The strange case of the Trump Organization computer. Another piece in the Trump/Russia collusion puzzle? Perhaps.

Courtesy of CNN:

Last year, a small group of computer scientists obtained internet traffic records from the complex system that serves as the internet's phone book. Access to these records is reserved for highly trusted cybersecurity firms and companies that provide this lookup service. 

These signals were captured as they traveled along the internet's Domain Name System (DNS). 

These leaked records show that Alfa Bank servers repeatedly looked up the unique internet address of a particular Trump Organization computer server in the United States.

Alfa Bank is of course a Russian bank, but I bet you figured that out all on your own.

And what did this small group of computer scientists find that troubles them so?

From May 4 until September 23, the Russian bank looked up the address to this Trump corporate server 2,820 times -- more lookups than the Trump server received from any other source. 

As noted, Alfa Bank alone represents 80% of the lookups, according to these leaked internet records.

Well, isn't THAT interesting?

That is a hell of a lot of lookups just to be a coincidence, but that is exactly how the Alfa Bank characterized them:  

Alfa Bank has maintained that the most likely explanation is that the server communication was the result of spam marketing. Bank executives have stayed at Trump hotels, so it's possible they got subsequent spam marketing emails from the Trump Organization. Those emails might have set off defensive cybersecurity measures at the bank, whose servers would respond with a cautious DNS lookup. Alfa Bank said it used antispam software from Trend Micro, whose tools would do a DNS lookup to know the source of the spam.
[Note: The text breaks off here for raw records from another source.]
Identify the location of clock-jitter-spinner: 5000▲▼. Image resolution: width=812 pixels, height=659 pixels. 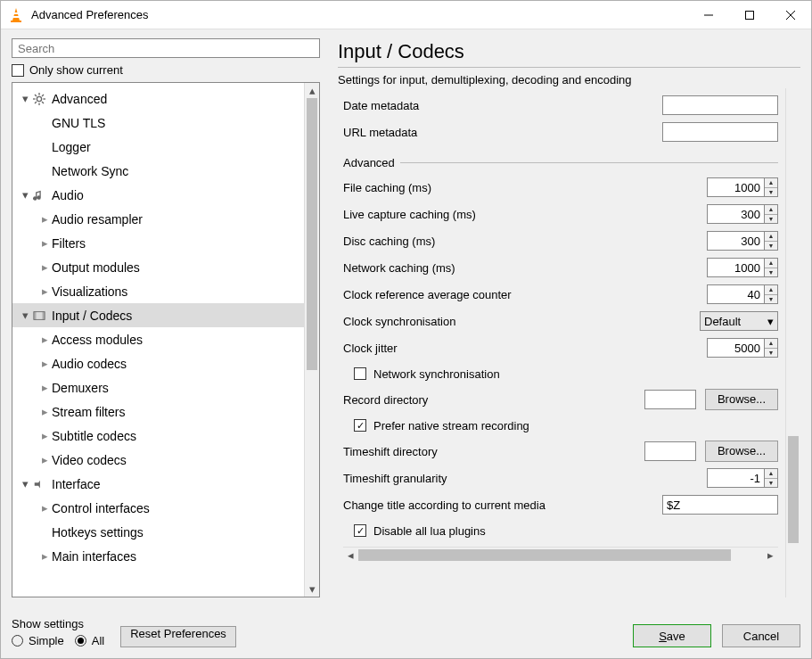
(742, 348). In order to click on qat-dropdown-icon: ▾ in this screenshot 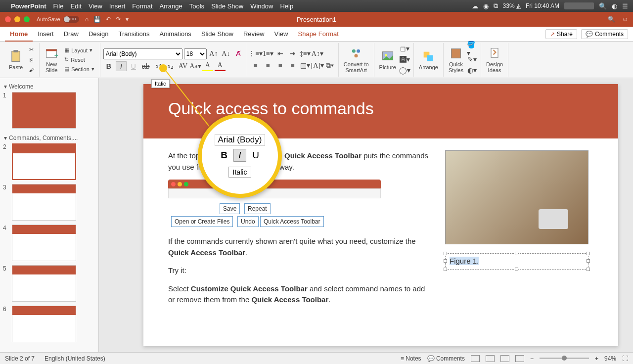, I will do `click(127, 19)`.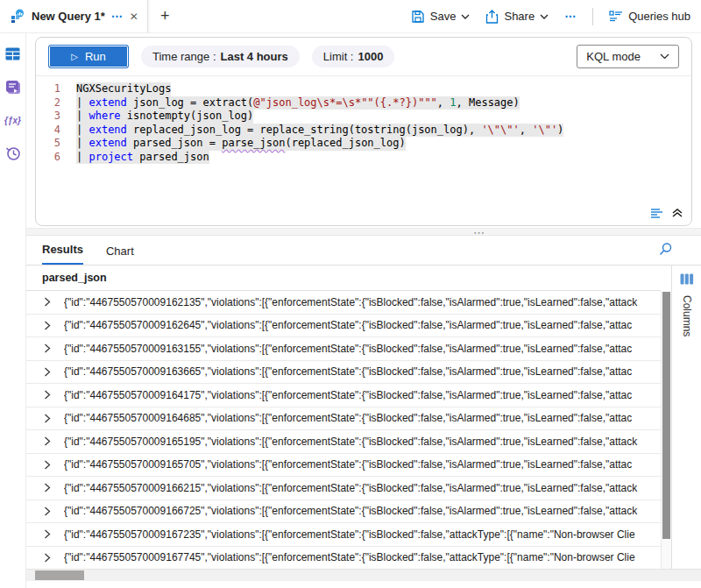  I want to click on code-line: 3| where isnotempty(json_log), so click(364, 117).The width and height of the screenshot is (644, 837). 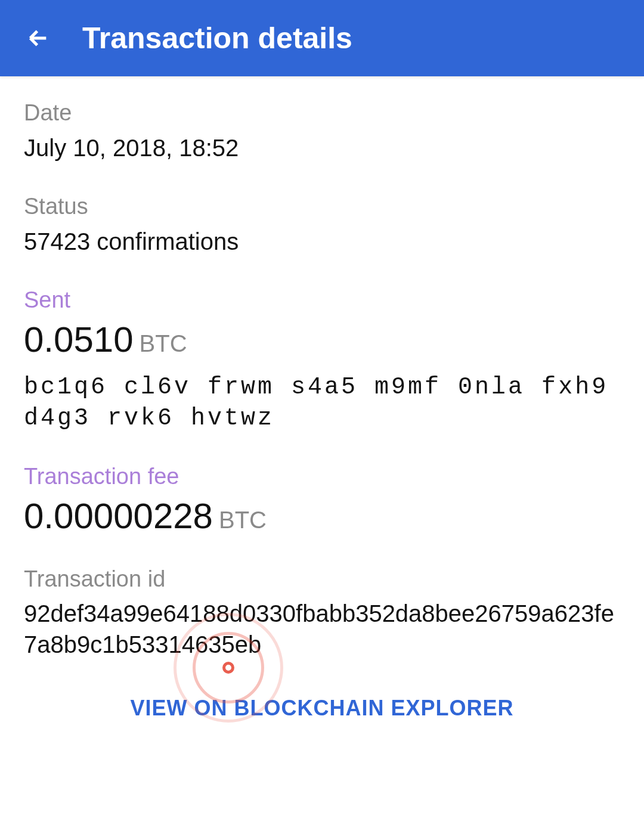 I want to click on status-section: Status 57423 confirmations, so click(x=322, y=225).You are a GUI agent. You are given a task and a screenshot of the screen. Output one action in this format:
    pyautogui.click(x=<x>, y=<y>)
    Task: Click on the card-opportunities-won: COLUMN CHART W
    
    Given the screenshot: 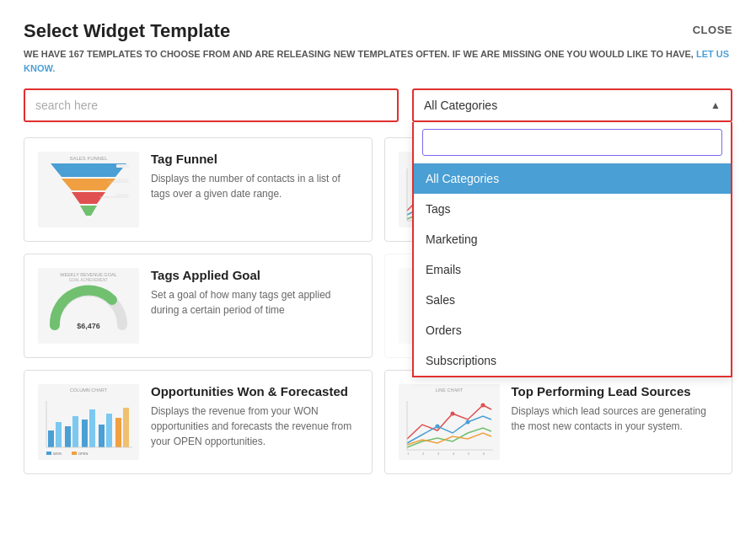 What is the action you would take?
    pyautogui.click(x=198, y=422)
    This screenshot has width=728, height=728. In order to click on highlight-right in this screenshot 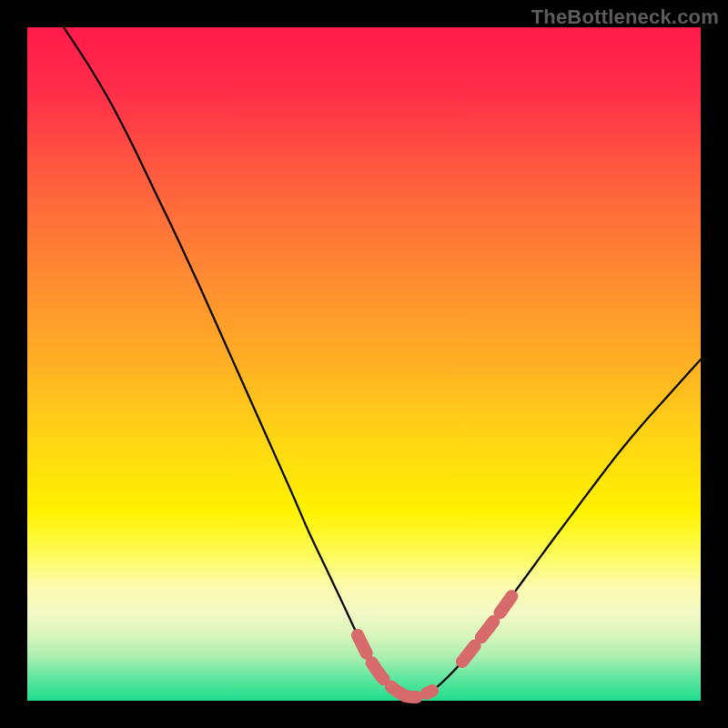, I will do `click(489, 626)`. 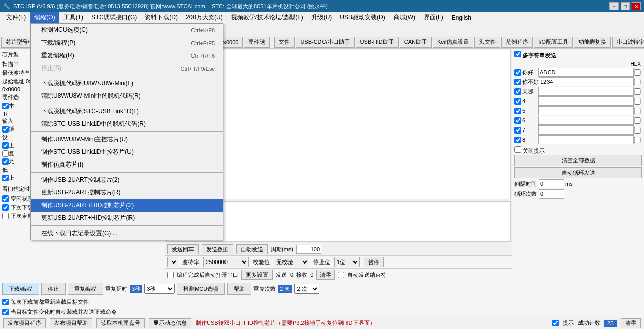 What do you see at coordinates (326, 275) in the screenshot?
I see `clear-count-btn: 清零` at bounding box center [326, 275].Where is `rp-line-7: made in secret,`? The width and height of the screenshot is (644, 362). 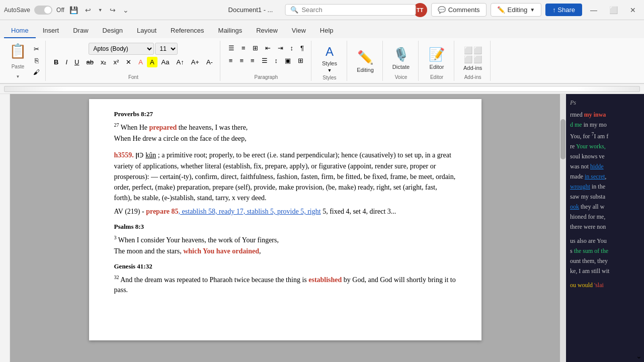
rp-line-7: made in secret, is located at coordinates (605, 176). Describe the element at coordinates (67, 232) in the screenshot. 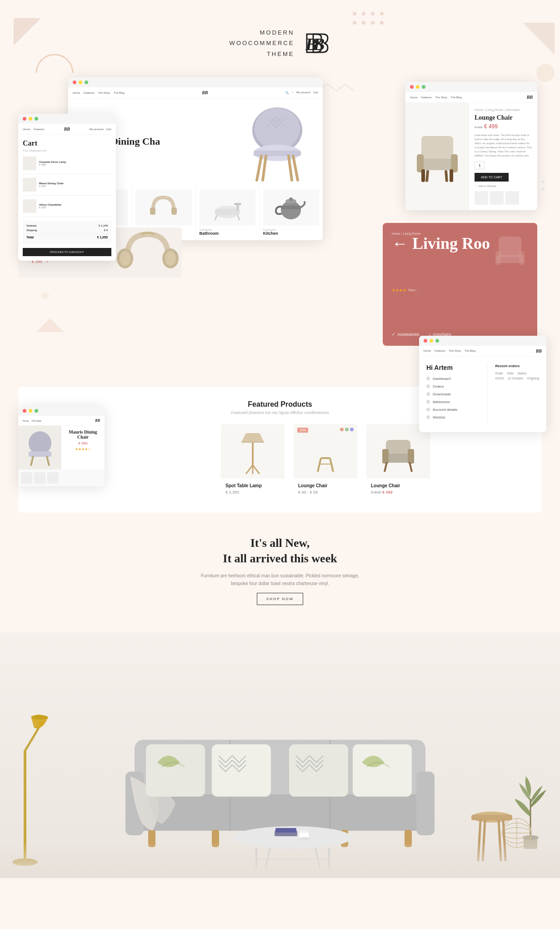

I see `cart-totals: Subtotal € 1,249 Shipping € 0 Total € 1,…` at that location.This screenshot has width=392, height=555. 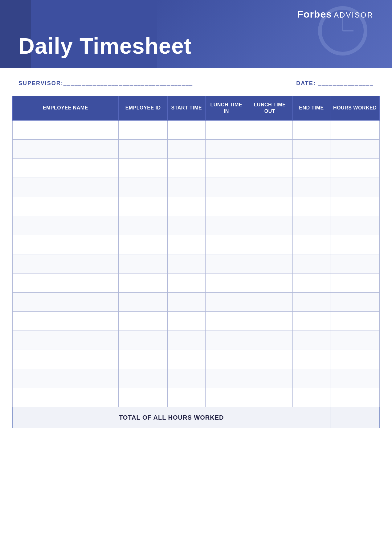 I want to click on date-label: DATE: _______________, so click(x=335, y=83).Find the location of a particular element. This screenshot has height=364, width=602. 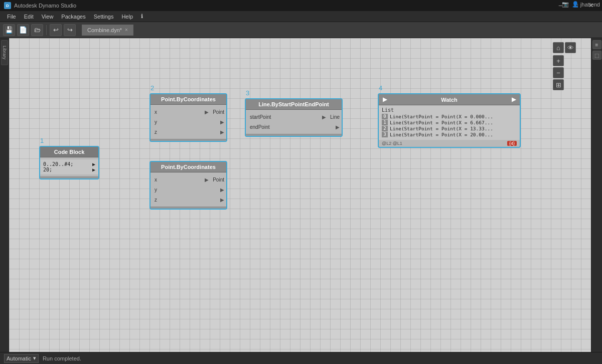

node-codeblock: 1 Code Block 0..20..#4; ▶ 20; ▶ is located at coordinates (69, 162).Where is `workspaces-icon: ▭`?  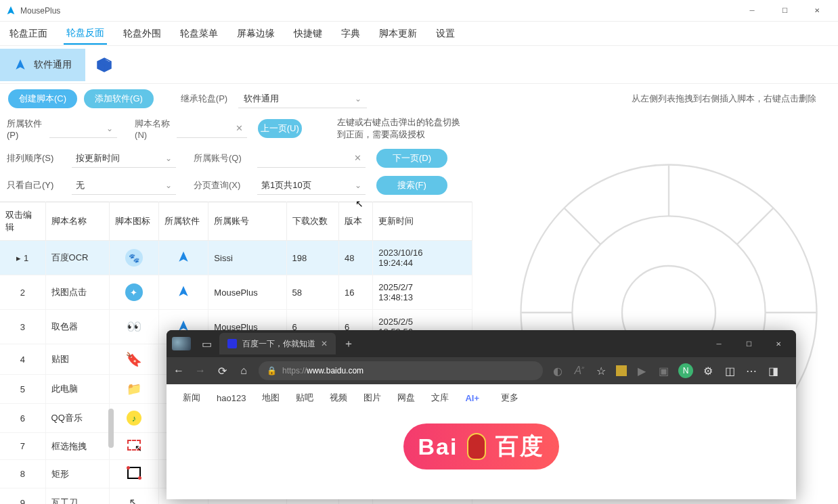
workspaces-icon: ▭ is located at coordinates (206, 344). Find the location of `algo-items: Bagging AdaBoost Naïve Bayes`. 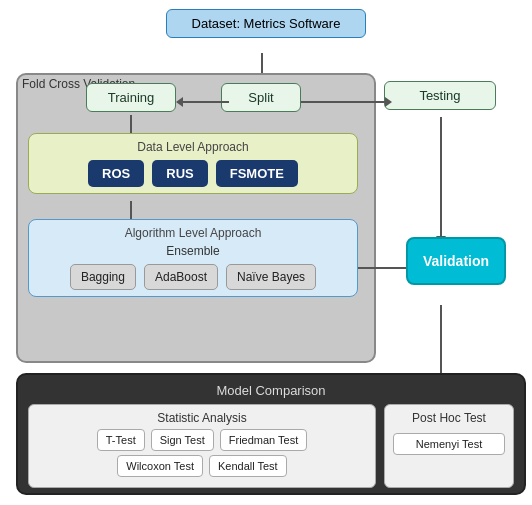

algo-items: Bagging AdaBoost Naïve Bayes is located at coordinates (193, 277).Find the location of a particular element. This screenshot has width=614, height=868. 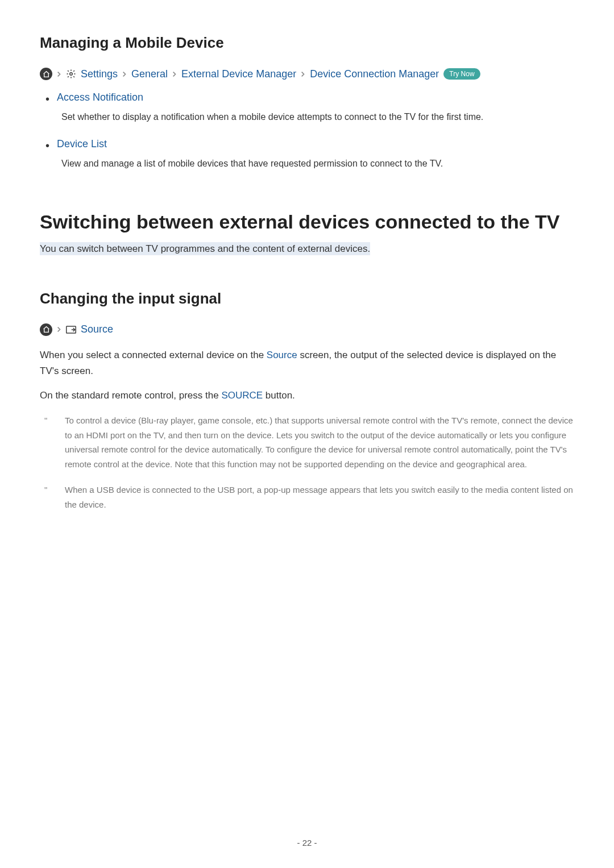

heading-managing-mobile: Managing a Mobile Device is located at coordinates (307, 43).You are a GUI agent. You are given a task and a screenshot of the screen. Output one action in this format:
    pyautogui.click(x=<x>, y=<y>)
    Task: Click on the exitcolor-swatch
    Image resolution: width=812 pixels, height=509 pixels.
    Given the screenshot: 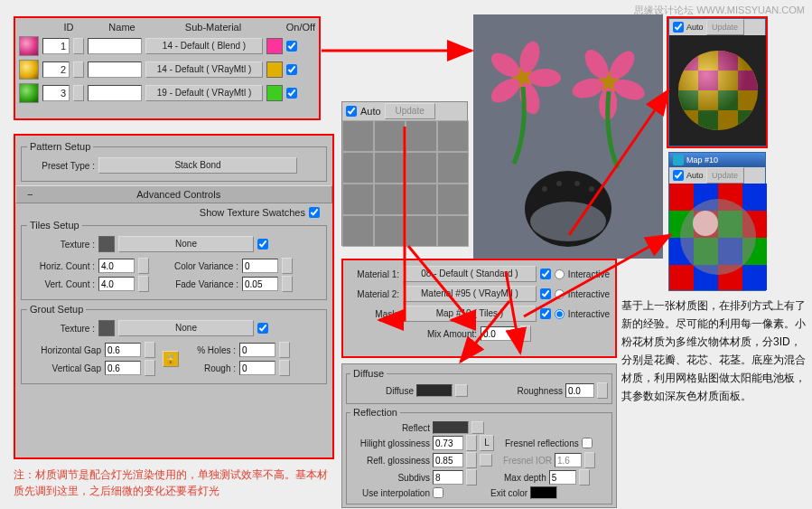 What is the action you would take?
    pyautogui.click(x=544, y=493)
    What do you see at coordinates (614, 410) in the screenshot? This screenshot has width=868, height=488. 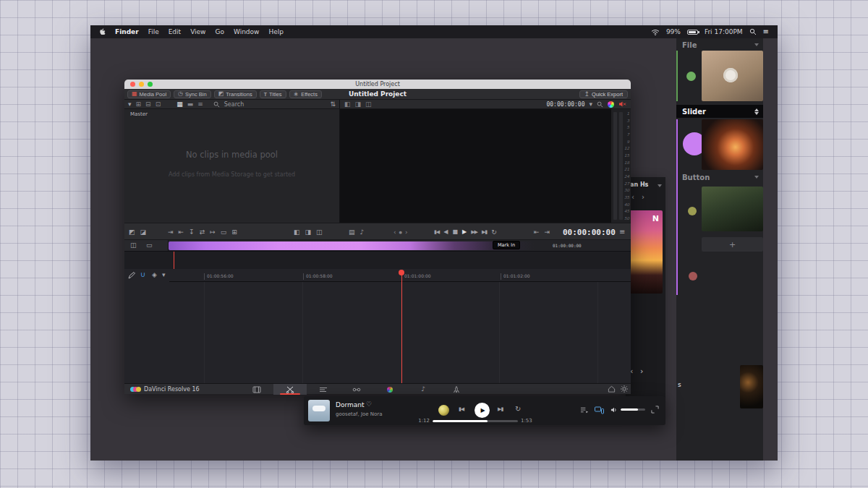 I see `volume-icon` at bounding box center [614, 410].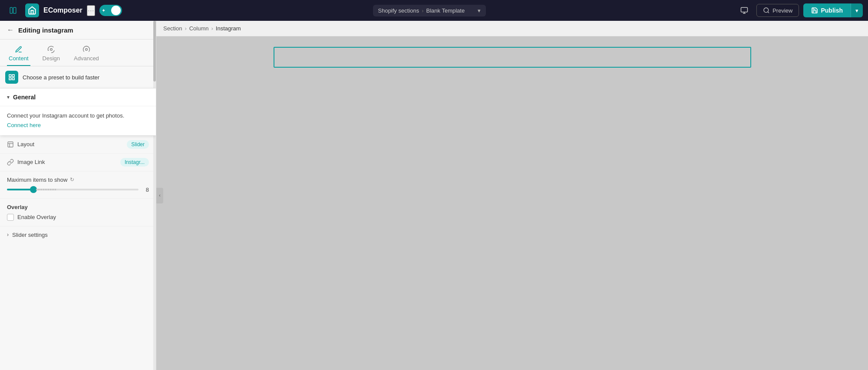  I want to click on image-link-field-row: Image Link Instagr..., so click(78, 162).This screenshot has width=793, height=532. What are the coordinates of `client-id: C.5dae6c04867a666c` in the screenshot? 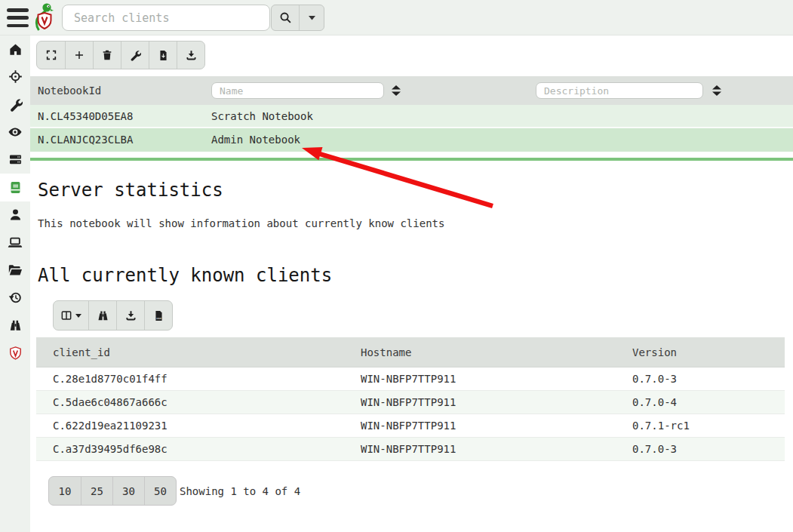 It's located at (110, 402).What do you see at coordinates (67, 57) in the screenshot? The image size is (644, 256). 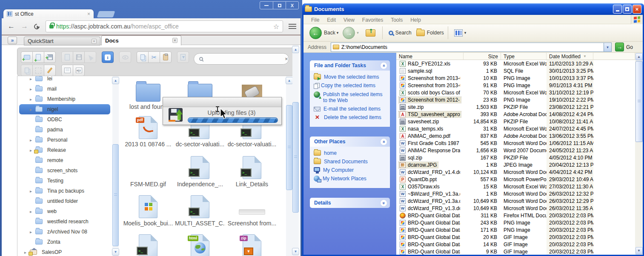 I see `open-button` at bounding box center [67, 57].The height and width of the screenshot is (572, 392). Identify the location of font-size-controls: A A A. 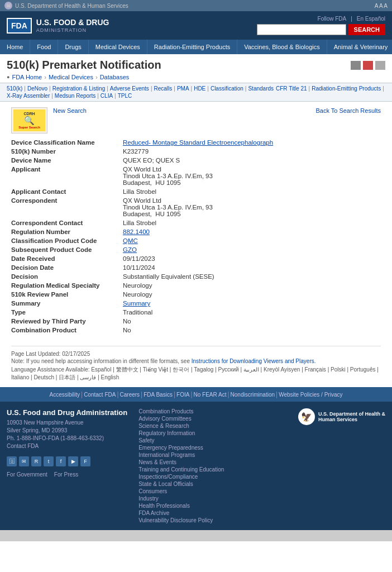
(381, 6).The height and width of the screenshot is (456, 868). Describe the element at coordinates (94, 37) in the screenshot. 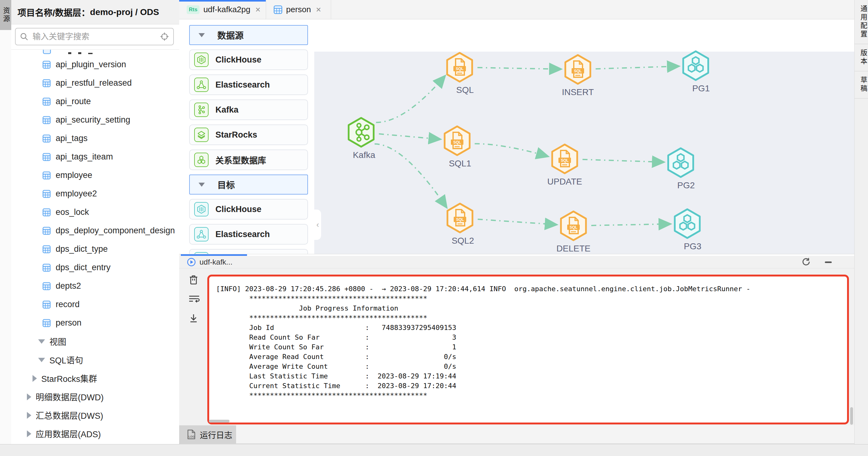

I see `search-input` at that location.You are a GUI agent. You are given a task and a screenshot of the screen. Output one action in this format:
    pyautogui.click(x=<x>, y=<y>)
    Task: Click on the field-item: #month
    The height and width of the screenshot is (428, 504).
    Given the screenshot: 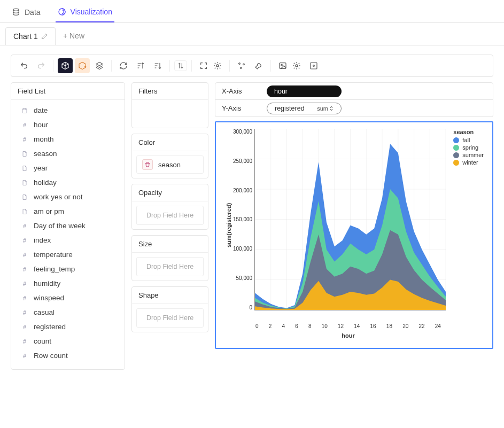 What is the action you would take?
    pyautogui.click(x=68, y=139)
    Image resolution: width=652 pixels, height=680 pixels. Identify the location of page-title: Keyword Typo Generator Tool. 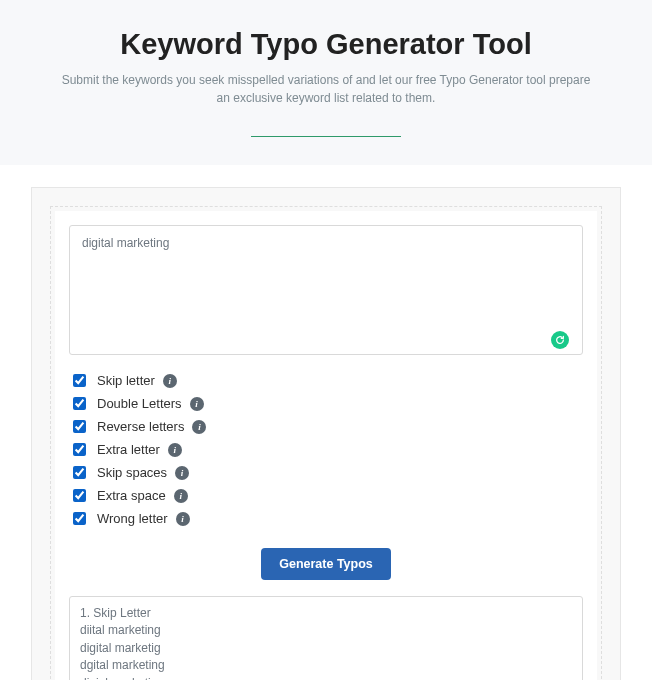
(326, 44).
2,820 responses to spam in less than five months?  That really does not pass the smell test:  

"If it were spam, then a lot of other organizations would be doing DNS lookups. There would be evidence of widespread connectivity with devices," said L. Jean Camp, a computer scientist at Indiana University who has studied the data.

Now here is the other suspicious puzzle piece:  

Far back in second place, with 714 such lookups, was a company called Spectrum Health. 

Spectrum is a medical facility chain led by Dick DeVos, the husband of Betsy DeVos, who was appointed by Trump as U.S. education secretary. 

Together, Alfa and Spectrum accounted for 99% of the lookups.

Spectrum Health joined with Alfa Bank in claiming that it was all spam related. 

Nothing to see here, just move along.

Not so fast.

I am not sure what this means exactly, but if you developed a spam program to increase business and it only targeted two businesses, that would seem like a real waste of money in my book.

So I would agree with these computer scientists that this deserves a lot more scrutiny.

And it might very well have been receiving it since it was this server that Louise Mensch identified as the trigger which caused the FBI to seek a FISA warrant.